Press Release
Chancellor must take action on rising gender affordability housing gap ahead of Budget, says WBG
Ahead of today’s budget, we're urging the Chancellor to tackle the widening gender housing affordability gap.
The gender housing affordability gap has widened in the year to April 2024, WBG’s analysis of the Office of National Statistics’ Annual Survey of Hours and Earnings (ASHE) data released today shows.
Private renting has become significantly less affordable for both men and women in the past year, with both spending a larger proportion of their incomes on rent. However, the burden has grown higher for women, who now have to spend on average almost half of their earnings on rent for a one bedroom flat.
Ahead of today’s budget, the Women’s Budget Group is urging the Chancellor to tackle the widening gender housing affordability gap by permanently re-linking Local Housing Allowance with actual rents.
Key findings
- Earnings are not keeping up with private rents. In England, the percentage of women’s median earnings absorbed by rent for a one-bedroom property was 47% in the year to April 2024, up from 36% at the same time in 2023.
- For men, this figure stood at 26% in 2023 and has increased to 34% in the year to April 2024.
- This comes to an increase in the gender housing affordability gap from 10 percentage points to 13 percentage points.
- The same is true for two-bedroom properties, where the gap increased from 12 percentage points to 15 percentage points for England.
- The situation in London is especially acute, where a woman renting a two-bedroom property could expect to see 70% of her earnings absorbed by rent as of April 2024. This is up from 62% at the same time last year. For men, this figure is 55%.
- However, the average rent of a one-bedroom property has gone up a further £39 per month between April and September this year.
- The average rental price of a one-bedroom property in England has gone up by £133 from £956 a month to £1089 per month since September 2023. In London the average price of a one-bed has risen by £153.
- WBG analysis released last month showed that women were hardest hit by cuts to public services and changes to tax and social security since 2010, losing 9.4%, equivalent to £3,162 per year, in living standards, compared to men’s loss of 5.8% (£2,395 per year).

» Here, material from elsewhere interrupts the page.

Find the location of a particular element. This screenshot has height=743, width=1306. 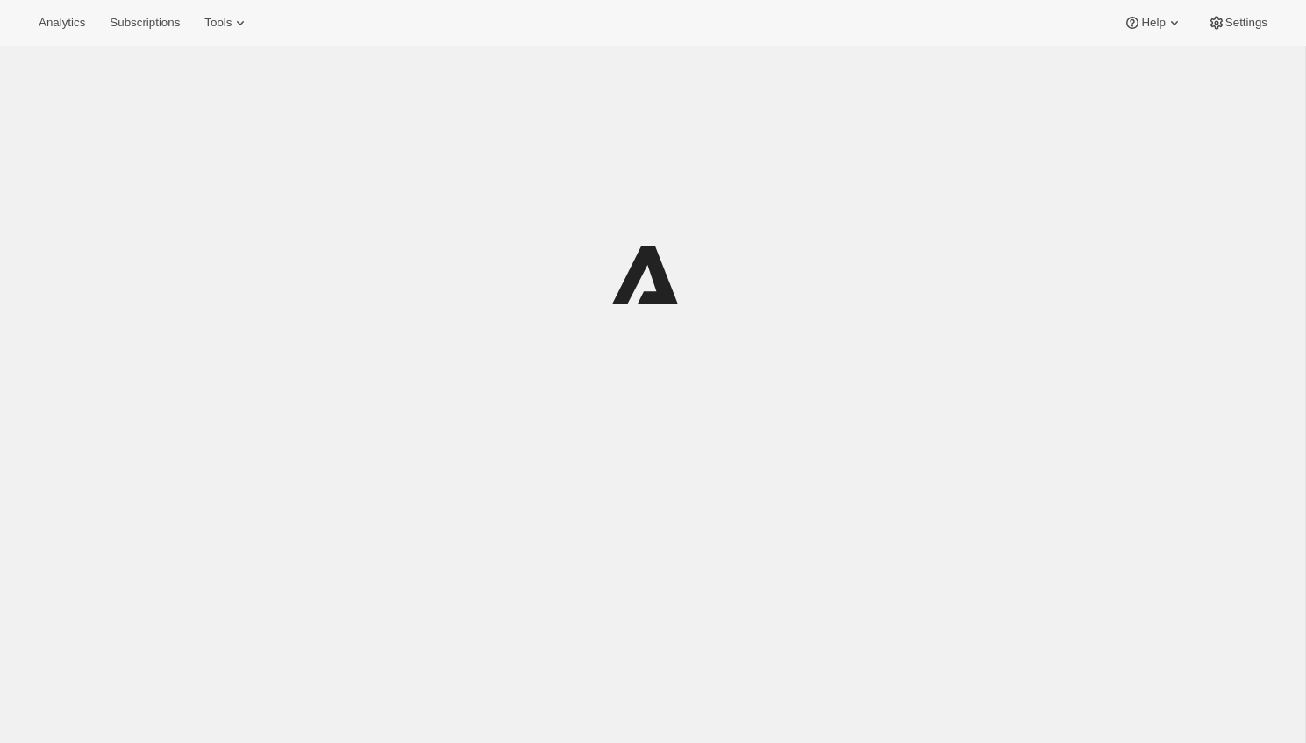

WBG calls on the Chancellor to
- Unfreeze and permanently re-link Local Housing Allowance rates to local rents, raising it to the 50th percentile to ensure housing benefit actually covers renting costs and protect women from falling into poverty and/or becoming homeless.
- Review overall benefit rates to make up for losses experienced by benefit claimants, and women in particular, over the past 14 years; and prevent the real value of benefits getting further eroded by the rising cost of living.
Dr Mary-Ann Stephenson, Director of the Women’s Budget Group commented:
“The Chancellor committed to make this economy work for women. Rachel Reeves needs to address the widening gender housing affordability gap in order to deliver on this promise; an economy in which women can barely afford to rent on their own is clearly not working.
“With September’s inflation rate at 1.7% expected to determine benefit increases from April, and many predicting that inflation will go up again by the end of this year due to a rise in energy prices, we’re looking at a real-term cut in benefits for many people already struggling to make ends meet.
“Our work has shown that the on-and-off freeze in benefits over the past decade has been the main driver of women’s income loss since 2010, and that cuts to social security and public services have disproportionately hit women’s living standards.
“At the same time, the cost of private renting has been increasing, eating up more and more of women’s incomes. It is clear that women’s earnings are not keeping pace with private renting costs, and neither is Local Housing Allowance.
“The realignment of LHA with the 30th percentile of average local rents at the last Autumn Budget brought a flicker of hope to those on the lowest incomes facing spiralling housing costs. But this was a temporary measure and the Chancellor must be bolder than the previous Government. Permanently re-linking Local Housing Allowance rates to rents would give private renters more security and ensure housing benefit actually meets the cost of renting. Unless she acts on this, gender inequalities will deepen, leaving more women and their children vulnerable to homelessness and poverty.”